PROBLEM DESCRIPTION ->
Print the records below from the first line through the line containing "The width and", both included, word for word.

Saved entries ->
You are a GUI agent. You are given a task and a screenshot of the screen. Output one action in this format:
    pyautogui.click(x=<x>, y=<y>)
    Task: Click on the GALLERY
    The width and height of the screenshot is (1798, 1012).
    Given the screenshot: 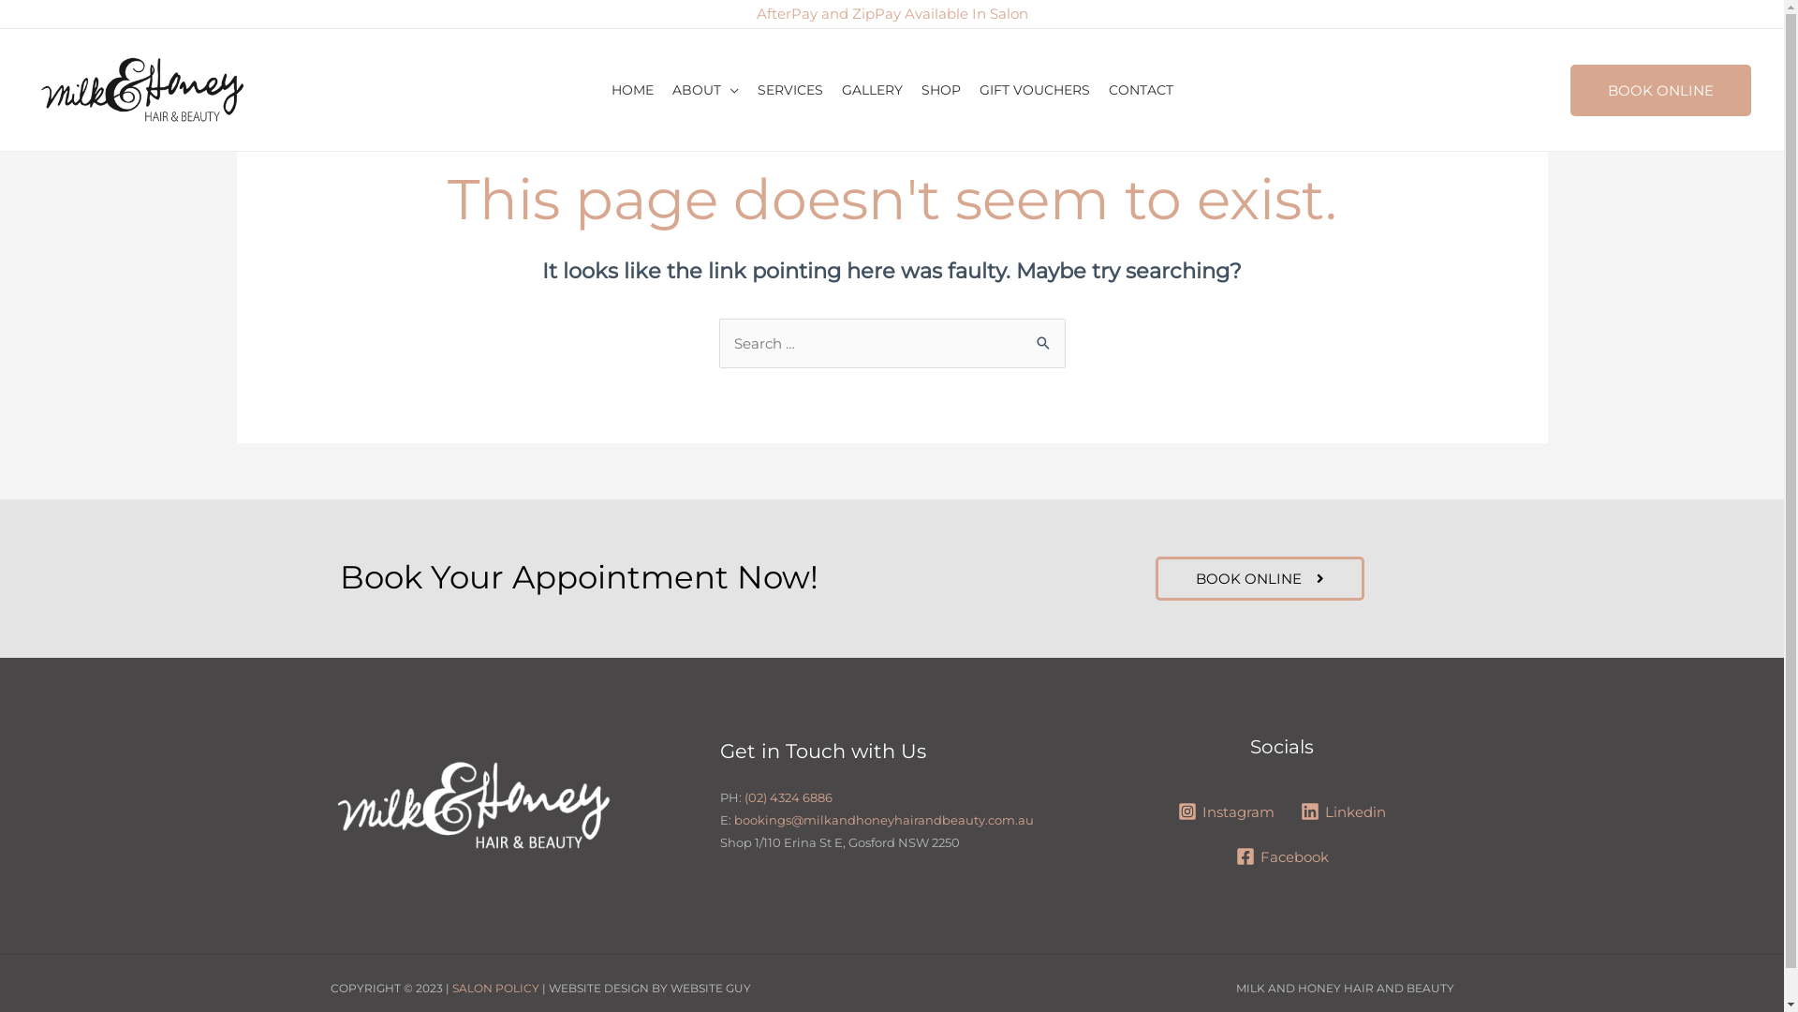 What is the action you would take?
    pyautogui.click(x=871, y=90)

OUTPUT OF THE EXERCISE ->
You are a GUI agent. You are given a task and a screenshot of the screen. Output one action in this format:
    pyautogui.click(x=<x>, y=<y>)
    Task: Click on the GALLERY
    The width and height of the screenshot is (1798, 1012).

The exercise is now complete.